The Blessing
A Memoir
Hailed on its original publication as "eloquent testimony to the engaging power of art in a man's life" (Washington Post), this deeply moving memoir, long out of print, is reissued with an illuminating new afterword.
When acclaimed poet Gregory Orr was twelve years old, he shot and killed his brother in a hunting accident. From the immediate aftermath—a period of shock, sadness, and isolation—it quickly became clear that support and guidance would not be coming from his distant mother. Nor would it come from his father, a philandering country doctor addicted to amphetamines. Left to his own devices, the boy suffered.
Guilt weighed on him throughout a childhood split between the rural Hudson Valley and jungles of Haiti. As a young man, his feelings and a growing sense of idealism prompted him to activism in the civil rights movement, where he marched and was imprisoned, and then scarred again by a terrifying abduction. Eventually, Orr’s experiences led him to understand that art, particularly poetry, could work as a powerful source of healing and meaning to combat the trauma he carried.
Throughout The Blessing, Orr articulates his journey in language as lyrical as it is authentic, gifting us all with a singular tale of survival, and of the transformation of suffering into art.
Gregory Orr is the author of more than ten collections of poems, including, most recently, The Last Love Poem I Will Ever Write. He is also the author of several volumes of essays, criticism, and memoir, including Poetry as Survival and A Primer for Poets and Readers of Poetry. Orr is the recipient of a Guggenheim Fellowship, two fellowships from the National Endowment for the Arts, and the Award in Literature from the American Academy of Arts and Letters for The Blessing. Orr was the founder and director of the MFA Program in Writing at the University of Virginia, and the longtime poetry editor of the Virginia Quarterly Review. He lives in Charlottesville, Virginia.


* What is being asked *
When the string "character" occurs in a line of the listing below, return that line.

[Excerpted data — start]

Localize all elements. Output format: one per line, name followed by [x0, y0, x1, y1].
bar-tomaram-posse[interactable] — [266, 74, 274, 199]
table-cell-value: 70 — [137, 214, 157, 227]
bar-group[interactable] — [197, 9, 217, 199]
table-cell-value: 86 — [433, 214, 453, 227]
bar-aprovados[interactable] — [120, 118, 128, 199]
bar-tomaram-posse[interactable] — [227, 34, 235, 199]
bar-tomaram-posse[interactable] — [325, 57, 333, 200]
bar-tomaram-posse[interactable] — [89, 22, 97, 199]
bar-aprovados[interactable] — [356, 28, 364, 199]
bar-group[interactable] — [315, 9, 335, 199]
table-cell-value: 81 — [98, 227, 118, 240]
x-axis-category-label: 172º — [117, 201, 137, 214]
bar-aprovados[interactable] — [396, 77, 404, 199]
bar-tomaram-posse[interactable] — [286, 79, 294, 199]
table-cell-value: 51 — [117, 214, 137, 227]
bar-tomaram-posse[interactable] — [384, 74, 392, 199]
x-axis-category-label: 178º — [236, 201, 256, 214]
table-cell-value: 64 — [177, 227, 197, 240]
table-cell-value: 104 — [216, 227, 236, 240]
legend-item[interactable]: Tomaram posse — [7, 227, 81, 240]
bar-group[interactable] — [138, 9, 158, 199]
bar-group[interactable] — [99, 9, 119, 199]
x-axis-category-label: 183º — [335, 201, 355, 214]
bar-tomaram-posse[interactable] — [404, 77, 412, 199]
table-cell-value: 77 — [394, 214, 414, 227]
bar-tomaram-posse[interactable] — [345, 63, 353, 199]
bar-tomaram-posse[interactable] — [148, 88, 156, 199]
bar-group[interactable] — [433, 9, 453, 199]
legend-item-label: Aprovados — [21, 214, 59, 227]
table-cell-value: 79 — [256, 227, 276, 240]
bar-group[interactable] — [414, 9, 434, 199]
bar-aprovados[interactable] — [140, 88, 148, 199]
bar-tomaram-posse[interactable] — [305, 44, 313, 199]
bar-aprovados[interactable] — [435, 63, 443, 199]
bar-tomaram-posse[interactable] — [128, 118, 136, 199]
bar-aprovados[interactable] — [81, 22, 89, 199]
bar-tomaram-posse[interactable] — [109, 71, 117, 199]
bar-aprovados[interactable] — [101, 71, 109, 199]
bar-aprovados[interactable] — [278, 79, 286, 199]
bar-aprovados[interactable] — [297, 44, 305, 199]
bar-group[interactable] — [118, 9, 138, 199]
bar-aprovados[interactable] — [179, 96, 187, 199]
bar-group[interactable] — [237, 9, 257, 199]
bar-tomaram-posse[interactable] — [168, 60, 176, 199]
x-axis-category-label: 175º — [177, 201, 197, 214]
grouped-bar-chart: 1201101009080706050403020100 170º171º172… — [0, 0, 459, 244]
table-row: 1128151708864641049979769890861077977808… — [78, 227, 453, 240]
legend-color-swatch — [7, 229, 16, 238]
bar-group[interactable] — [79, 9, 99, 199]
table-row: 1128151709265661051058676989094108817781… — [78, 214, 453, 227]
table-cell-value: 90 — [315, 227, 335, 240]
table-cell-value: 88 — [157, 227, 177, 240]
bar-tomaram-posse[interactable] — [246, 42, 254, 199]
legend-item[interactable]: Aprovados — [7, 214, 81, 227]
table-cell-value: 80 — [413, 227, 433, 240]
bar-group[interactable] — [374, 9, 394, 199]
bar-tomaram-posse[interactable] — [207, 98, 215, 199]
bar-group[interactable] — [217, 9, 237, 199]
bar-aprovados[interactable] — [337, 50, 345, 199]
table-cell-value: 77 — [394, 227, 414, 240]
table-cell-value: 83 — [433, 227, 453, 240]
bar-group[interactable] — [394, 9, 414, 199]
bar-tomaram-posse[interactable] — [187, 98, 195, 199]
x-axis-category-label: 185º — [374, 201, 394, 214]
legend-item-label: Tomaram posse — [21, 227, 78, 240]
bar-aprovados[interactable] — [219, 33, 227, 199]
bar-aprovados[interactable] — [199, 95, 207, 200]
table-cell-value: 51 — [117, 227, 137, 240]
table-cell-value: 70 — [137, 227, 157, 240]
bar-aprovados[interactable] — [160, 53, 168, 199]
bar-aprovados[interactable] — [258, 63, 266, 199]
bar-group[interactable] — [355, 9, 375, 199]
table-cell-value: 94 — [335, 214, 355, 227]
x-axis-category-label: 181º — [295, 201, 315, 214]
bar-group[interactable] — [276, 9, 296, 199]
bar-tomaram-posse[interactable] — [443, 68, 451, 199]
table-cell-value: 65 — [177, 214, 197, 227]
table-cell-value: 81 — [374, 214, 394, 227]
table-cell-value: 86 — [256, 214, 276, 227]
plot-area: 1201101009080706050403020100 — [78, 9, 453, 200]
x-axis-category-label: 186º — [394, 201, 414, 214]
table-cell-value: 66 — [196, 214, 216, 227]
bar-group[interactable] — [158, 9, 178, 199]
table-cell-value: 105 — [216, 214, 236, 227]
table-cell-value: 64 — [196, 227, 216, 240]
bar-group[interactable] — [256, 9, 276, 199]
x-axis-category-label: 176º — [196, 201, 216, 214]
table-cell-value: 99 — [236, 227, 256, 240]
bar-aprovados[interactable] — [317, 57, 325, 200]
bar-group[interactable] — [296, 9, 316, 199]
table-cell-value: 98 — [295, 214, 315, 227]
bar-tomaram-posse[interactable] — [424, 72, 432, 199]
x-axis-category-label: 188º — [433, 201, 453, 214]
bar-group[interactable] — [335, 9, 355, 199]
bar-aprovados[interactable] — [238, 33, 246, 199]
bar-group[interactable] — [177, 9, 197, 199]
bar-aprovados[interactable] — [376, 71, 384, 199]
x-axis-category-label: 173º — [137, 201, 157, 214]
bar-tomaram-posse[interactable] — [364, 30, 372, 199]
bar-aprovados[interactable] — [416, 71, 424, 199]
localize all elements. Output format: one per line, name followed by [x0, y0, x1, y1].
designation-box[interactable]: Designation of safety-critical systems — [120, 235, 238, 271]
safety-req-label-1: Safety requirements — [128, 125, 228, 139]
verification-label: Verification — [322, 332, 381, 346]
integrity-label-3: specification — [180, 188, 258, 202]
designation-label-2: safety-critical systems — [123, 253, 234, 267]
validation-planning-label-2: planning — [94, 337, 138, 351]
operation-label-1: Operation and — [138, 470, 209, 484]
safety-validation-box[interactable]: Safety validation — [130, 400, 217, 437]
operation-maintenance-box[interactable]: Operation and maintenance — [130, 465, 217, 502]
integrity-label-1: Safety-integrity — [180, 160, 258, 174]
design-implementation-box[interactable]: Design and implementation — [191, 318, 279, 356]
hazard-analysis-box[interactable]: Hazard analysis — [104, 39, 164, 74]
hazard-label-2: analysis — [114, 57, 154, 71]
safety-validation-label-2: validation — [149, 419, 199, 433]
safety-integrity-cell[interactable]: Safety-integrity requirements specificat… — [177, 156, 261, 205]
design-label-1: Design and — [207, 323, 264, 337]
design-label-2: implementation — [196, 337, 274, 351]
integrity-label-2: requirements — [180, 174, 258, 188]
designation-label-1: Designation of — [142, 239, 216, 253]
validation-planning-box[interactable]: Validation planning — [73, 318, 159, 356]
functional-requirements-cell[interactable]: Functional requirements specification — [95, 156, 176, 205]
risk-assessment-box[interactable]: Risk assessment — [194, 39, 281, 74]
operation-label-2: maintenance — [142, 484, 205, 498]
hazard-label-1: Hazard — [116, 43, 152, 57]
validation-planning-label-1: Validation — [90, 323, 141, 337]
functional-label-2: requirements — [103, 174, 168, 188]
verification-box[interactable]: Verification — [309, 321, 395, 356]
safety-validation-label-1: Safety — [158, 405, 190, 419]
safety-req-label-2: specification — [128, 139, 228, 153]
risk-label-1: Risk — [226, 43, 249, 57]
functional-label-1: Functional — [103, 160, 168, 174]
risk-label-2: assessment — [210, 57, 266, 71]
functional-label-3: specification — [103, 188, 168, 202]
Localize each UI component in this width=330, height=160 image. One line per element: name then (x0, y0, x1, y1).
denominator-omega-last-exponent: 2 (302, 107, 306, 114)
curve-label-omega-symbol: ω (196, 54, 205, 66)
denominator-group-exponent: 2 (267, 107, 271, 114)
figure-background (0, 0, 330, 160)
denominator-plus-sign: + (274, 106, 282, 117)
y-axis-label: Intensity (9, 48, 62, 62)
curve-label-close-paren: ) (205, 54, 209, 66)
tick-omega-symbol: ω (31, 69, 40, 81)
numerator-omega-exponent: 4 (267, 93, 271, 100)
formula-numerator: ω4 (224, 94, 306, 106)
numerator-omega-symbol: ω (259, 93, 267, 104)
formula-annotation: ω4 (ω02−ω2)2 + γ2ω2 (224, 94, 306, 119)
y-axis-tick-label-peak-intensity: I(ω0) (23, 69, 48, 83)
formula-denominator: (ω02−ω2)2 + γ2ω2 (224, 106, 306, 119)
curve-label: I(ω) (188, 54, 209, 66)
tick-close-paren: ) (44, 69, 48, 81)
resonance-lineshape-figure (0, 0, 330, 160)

[Excerpted data — finish]
[Excerpted data — start]

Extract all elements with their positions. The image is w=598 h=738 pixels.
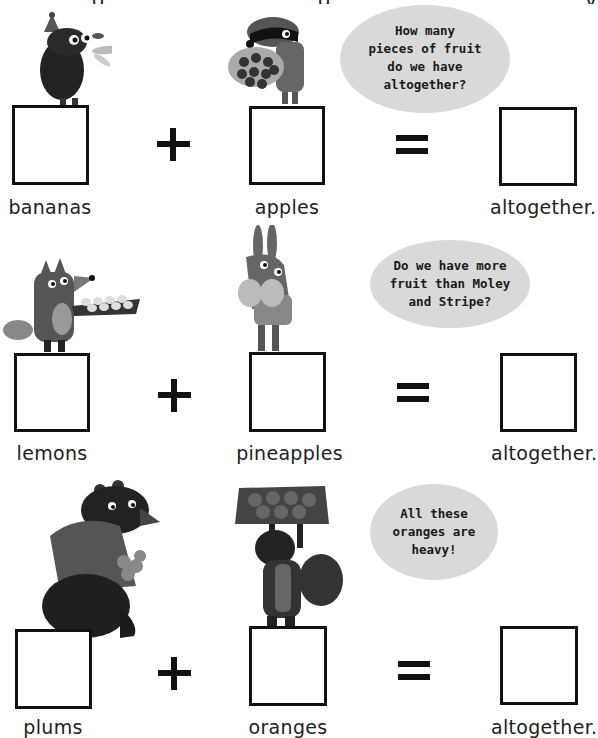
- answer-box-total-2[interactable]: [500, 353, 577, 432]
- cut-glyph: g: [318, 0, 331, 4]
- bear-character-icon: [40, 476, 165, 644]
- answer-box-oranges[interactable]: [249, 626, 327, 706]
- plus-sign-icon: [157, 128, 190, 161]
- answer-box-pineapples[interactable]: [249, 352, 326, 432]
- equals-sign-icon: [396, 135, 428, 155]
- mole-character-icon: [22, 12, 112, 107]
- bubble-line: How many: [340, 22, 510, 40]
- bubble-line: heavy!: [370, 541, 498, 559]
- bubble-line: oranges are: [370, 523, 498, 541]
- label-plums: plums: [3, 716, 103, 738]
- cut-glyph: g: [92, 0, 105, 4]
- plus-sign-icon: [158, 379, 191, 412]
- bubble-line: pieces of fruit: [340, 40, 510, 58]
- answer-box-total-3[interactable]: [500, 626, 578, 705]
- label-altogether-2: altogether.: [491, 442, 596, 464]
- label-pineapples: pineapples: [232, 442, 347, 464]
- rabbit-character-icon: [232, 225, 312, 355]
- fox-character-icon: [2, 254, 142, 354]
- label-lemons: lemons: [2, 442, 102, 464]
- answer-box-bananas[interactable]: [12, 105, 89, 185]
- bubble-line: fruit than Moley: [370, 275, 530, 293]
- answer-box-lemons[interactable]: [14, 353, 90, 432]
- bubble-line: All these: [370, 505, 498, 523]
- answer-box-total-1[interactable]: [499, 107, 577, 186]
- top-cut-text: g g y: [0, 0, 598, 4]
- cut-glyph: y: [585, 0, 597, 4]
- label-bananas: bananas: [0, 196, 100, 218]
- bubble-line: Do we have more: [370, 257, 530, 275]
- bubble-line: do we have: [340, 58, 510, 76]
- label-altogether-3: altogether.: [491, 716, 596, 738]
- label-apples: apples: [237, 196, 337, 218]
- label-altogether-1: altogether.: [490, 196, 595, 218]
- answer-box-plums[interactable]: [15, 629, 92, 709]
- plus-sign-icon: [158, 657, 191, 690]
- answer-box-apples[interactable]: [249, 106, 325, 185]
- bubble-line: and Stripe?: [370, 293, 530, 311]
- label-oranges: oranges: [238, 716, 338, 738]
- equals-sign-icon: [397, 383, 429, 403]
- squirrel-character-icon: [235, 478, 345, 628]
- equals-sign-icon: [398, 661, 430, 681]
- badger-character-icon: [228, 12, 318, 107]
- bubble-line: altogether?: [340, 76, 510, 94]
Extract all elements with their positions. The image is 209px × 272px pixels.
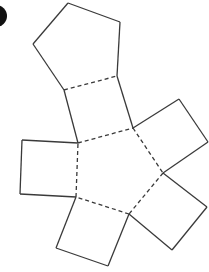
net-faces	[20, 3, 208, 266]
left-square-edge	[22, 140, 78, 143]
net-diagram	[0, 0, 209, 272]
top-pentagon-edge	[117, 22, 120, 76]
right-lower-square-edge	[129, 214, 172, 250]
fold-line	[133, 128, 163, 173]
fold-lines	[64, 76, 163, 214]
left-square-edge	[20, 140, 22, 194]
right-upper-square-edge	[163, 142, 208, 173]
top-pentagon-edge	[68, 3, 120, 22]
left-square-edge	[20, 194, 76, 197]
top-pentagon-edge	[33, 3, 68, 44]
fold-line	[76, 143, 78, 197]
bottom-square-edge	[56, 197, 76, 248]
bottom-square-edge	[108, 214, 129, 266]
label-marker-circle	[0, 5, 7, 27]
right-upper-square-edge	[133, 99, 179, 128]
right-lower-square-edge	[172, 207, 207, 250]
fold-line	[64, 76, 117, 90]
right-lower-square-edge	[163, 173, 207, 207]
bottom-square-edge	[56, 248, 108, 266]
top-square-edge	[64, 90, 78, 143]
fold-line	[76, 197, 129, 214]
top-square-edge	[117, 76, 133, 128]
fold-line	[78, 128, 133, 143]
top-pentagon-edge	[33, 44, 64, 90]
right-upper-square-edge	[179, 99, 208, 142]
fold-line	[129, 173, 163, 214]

[Excerpted data — finish]
[Excerpted data — start]

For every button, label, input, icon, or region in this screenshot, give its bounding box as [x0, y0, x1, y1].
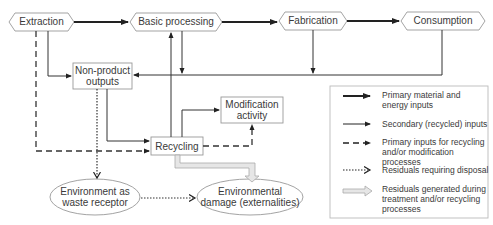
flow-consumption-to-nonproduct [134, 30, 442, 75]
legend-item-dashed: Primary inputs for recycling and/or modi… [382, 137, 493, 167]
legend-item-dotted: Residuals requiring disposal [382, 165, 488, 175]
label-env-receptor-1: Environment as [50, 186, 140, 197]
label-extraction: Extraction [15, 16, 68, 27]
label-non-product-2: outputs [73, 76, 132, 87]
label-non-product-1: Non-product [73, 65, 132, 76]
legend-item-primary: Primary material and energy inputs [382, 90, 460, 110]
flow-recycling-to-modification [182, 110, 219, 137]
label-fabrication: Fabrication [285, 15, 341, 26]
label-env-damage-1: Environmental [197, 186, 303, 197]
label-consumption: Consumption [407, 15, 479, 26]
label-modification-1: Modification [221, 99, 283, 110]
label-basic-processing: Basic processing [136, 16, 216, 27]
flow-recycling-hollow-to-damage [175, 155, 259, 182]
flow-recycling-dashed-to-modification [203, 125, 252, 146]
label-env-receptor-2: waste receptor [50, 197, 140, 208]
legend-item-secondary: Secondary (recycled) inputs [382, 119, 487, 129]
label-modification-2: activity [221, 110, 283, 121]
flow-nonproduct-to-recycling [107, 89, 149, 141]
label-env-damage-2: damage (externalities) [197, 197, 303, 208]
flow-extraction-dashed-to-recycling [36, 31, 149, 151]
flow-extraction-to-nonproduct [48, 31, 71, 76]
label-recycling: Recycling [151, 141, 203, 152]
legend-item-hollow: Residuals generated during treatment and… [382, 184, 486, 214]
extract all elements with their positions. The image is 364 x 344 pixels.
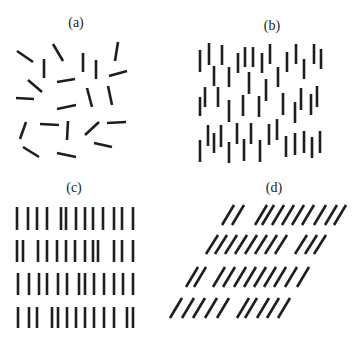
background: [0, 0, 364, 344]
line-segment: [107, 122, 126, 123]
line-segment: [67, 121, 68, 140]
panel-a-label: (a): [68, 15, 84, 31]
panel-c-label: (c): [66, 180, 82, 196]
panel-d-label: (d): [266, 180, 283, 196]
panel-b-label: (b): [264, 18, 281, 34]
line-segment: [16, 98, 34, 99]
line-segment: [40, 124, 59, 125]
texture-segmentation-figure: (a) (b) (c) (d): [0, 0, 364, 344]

[Excerpted data — finish]

* Worked solution *
- bear-character-icon: [40, 476, 165, 644]
- mole-character-icon: [22, 12, 112, 107]
- rabbit-character-icon: [232, 225, 312, 355]
- fox-character-icon: [2, 254, 142, 354]
- squirrel-character-icon: [235, 478, 345, 628]
- badger-character-icon: [228, 12, 318, 107]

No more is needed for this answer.